In Butt and Castle's view,5 these factors have operated as a hindrance to "innovative legal drafting". However, it is important to emphasise that these are all legitimate and very real factors of influence. They cannot be written off or simply ignored. In response to a letter from Martin Cutts a plain language expert, Peter Graham the then UK First Parliamentary Counsel, articulated the reality:

"We do not needlessly make things complicated: we have as great a love of the English language as the next man: we do draft against a background of judicial decisions, rules of interpretation, the basic premise that statute law is an intrusion into the common law and, perhaps most important, the salutary rule that all enactments are construed against the Crown (using that expression in its widest sense) and in favour of the subject.".6

The reasons why legislation needs to be to be expressed in a precise and accurate manner are well established. This point was succinctly expressed by another UK First Parliamentary Counsel7 in a memorandum submitted to the Select Committee on the Modernisation of the House of Commons:8

"A Bill's sole reason for existence is to change the law. The resulting Act is the law. … A consequence of this unique function is that a Bill cannot set about communicating with the reader in the same way in which other forms of writing do. It cannot use the same range of tools. In particular, it cannot repeat the important points simply to emphasise their importance or safely explain itself by restating a proposition in different words. To do so would risk creating doubts and ambiguities that would fuel litigation. As a result, legislation speaks in a monotone and its language is compressed. It is less easy for readers to get their bearings and to assimilate quickly what they are being told than it would be if conventional methods of helping the reader were freely available to the drafter.".


5.

ibid., at p.13

6.

An extract of this letter is set out in Cutts, Lucid Law (2nd ed., London, 2000) at p. 44.

7.

Sir Christopher Jenkins.

8.

First Report 'The legislative Process' House of Commons Session 1997-98 (Cmnd. 190).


| EXERCISE AIM |
Reproduce all of the entries character for character, while leaving out any pictures they contain.

(Dataset entries)
※
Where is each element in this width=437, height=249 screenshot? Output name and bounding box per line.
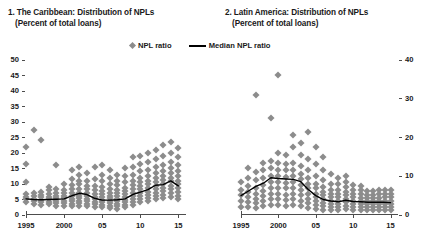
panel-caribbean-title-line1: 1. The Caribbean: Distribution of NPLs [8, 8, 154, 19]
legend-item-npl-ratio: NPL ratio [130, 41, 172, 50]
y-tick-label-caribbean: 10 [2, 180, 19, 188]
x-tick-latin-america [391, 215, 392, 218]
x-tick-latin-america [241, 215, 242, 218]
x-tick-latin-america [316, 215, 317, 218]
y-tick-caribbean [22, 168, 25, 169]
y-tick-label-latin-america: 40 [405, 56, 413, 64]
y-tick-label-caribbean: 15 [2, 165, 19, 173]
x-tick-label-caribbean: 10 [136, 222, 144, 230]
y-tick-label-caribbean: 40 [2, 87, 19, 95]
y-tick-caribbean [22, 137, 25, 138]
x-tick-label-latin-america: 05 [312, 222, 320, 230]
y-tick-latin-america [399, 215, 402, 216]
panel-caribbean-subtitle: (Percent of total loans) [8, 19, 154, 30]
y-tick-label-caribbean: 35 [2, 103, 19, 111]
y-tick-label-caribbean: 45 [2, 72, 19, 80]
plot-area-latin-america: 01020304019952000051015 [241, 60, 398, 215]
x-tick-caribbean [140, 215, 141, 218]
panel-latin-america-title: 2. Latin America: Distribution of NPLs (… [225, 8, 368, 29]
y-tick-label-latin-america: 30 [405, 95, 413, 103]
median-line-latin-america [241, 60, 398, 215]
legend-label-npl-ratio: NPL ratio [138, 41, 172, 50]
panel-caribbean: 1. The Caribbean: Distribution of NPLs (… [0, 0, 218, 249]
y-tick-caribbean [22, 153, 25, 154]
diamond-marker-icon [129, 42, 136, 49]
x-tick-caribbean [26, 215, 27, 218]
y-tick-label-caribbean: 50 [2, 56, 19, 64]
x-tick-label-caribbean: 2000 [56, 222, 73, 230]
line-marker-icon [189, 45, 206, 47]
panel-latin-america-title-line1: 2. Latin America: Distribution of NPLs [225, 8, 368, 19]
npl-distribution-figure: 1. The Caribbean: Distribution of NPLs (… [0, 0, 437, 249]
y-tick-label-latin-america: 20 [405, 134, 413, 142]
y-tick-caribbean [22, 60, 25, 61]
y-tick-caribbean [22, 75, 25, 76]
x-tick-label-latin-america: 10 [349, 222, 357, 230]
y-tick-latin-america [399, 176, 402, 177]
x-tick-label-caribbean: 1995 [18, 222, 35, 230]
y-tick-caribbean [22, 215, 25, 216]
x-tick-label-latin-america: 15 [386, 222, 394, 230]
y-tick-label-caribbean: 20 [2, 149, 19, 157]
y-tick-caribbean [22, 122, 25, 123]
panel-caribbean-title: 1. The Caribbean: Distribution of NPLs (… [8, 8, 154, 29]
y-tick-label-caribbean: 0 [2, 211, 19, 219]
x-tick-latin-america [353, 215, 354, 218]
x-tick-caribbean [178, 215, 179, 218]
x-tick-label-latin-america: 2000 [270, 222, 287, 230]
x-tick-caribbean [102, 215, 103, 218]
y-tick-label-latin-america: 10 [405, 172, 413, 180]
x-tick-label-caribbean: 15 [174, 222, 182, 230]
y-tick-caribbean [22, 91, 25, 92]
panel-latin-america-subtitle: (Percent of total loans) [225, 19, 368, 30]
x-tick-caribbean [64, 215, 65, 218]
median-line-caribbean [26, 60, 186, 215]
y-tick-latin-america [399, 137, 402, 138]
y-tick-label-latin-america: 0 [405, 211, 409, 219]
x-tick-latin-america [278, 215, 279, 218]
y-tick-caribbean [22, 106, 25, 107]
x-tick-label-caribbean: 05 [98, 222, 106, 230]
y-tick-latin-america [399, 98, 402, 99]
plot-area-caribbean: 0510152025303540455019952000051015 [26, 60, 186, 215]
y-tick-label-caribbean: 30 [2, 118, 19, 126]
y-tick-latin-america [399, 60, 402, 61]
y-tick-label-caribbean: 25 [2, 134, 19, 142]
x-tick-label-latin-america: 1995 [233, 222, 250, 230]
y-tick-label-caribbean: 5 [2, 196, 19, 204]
※
| SOLUTION FOR THIS PROBLEM |
Where is each element in this width=437, height=249 screenshot? Output name and bounding box per line.
panel-caribbean-title-line1: 1. The Caribbean: Distribution of NPLs [8, 8, 154, 19]
legend-item-npl-ratio: NPL ratio [130, 41, 172, 50]
y-tick-label-caribbean: 10 [2, 180, 19, 188]
x-tick-latin-america [391, 215, 392, 218]
x-tick-latin-america [241, 215, 242, 218]
x-tick-latin-america [316, 215, 317, 218]
y-tick-caribbean [22, 168, 25, 169]
y-tick-label-latin-america: 40 [405, 56, 413, 64]
y-tick-label-caribbean: 15 [2, 165, 19, 173]
x-tick-label-caribbean: 10 [136, 222, 144, 230]
y-tick-label-caribbean: 40 [2, 87, 19, 95]
y-tick-caribbean [22, 137, 25, 138]
x-tick-label-latin-america: 05 [312, 222, 320, 230]
y-tick-latin-america [399, 215, 402, 216]
panel-caribbean-subtitle: (Percent of total loans) [8, 19, 154, 30]
y-tick-label-caribbean: 35 [2, 103, 19, 111]
y-tick-label-caribbean: 45 [2, 72, 19, 80]
plot-area-latin-america: 01020304019952000051015 [241, 60, 398, 215]
x-tick-caribbean [140, 215, 141, 218]
panel-latin-america-title: 2. Latin America: Distribution of NPLs (… [225, 8, 368, 29]
y-tick-label-latin-america: 30 [405, 95, 413, 103]
median-line-latin-america [241, 60, 398, 215]
legend-label-npl-ratio: NPL ratio [138, 41, 172, 50]
panel-caribbean: 1. The Caribbean: Distribution of NPLs (… [0, 0, 218, 249]
y-tick-caribbean [22, 153, 25, 154]
diamond-marker-icon [129, 42, 136, 49]
x-tick-caribbean [26, 215, 27, 218]
y-tick-label-caribbean: 50 [2, 56, 19, 64]
x-tick-label-caribbean: 2000 [56, 222, 73, 230]
line-marker-icon [189, 45, 206, 47]
panel-latin-america-title-line1: 2. Latin America: Distribution of NPLs [225, 8, 368, 19]
npl-distribution-figure: 1. The Caribbean: Distribution of NPLs (… [0, 0, 437, 249]
y-tick-label-latin-america: 20 [405, 134, 413, 142]
y-tick-caribbean [22, 60, 25, 61]
y-tick-caribbean [22, 75, 25, 76]
x-tick-label-latin-america: 10 [349, 222, 357, 230]
y-tick-latin-america [399, 176, 402, 177]
x-tick-label-caribbean: 1995 [18, 222, 35, 230]
y-tick-caribbean [22, 215, 25, 216]
x-tick-label-latin-america: 15 [386, 222, 394, 230]
y-tick-label-caribbean: 20 [2, 149, 19, 157]
y-tick-caribbean [22, 122, 25, 123]
panel-caribbean-title: 1. The Caribbean: Distribution of NPLs (… [8, 8, 154, 29]
y-tick-label-caribbean: 0 [2, 211, 19, 219]
x-tick-latin-america [353, 215, 354, 218]
x-tick-caribbean [178, 215, 179, 218]
x-tick-label-latin-america: 2000 [270, 222, 287, 230]
x-tick-caribbean [102, 215, 103, 218]
y-tick-label-latin-america: 10 [405, 172, 413, 180]
x-tick-label-caribbean: 15 [174, 222, 182, 230]
y-tick-caribbean [22, 91, 25, 92]
panel-latin-america-subtitle: (Percent of total loans) [225, 19, 368, 30]
x-tick-caribbean [64, 215, 65, 218]
median-line-caribbean [26, 60, 186, 215]
y-tick-latin-america [399, 137, 402, 138]
y-tick-label-latin-america: 0 [405, 211, 409, 219]
x-tick-latin-america [278, 215, 279, 218]
y-tick-caribbean [22, 106, 25, 107]
x-tick-label-caribbean: 05 [98, 222, 106, 230]
y-tick-latin-america [399, 98, 402, 99]
plot-area-caribbean: 0510152025303540455019952000051015 [26, 60, 186, 215]
y-tick-label-caribbean: 30 [2, 118, 19, 126]
y-tick-latin-america [399, 60, 402, 61]
y-tick-label-caribbean: 25 [2, 134, 19, 142]
x-tick-label-latin-america: 1995 [233, 222, 250, 230]
y-tick-label-caribbean: 5 [2, 196, 19, 204]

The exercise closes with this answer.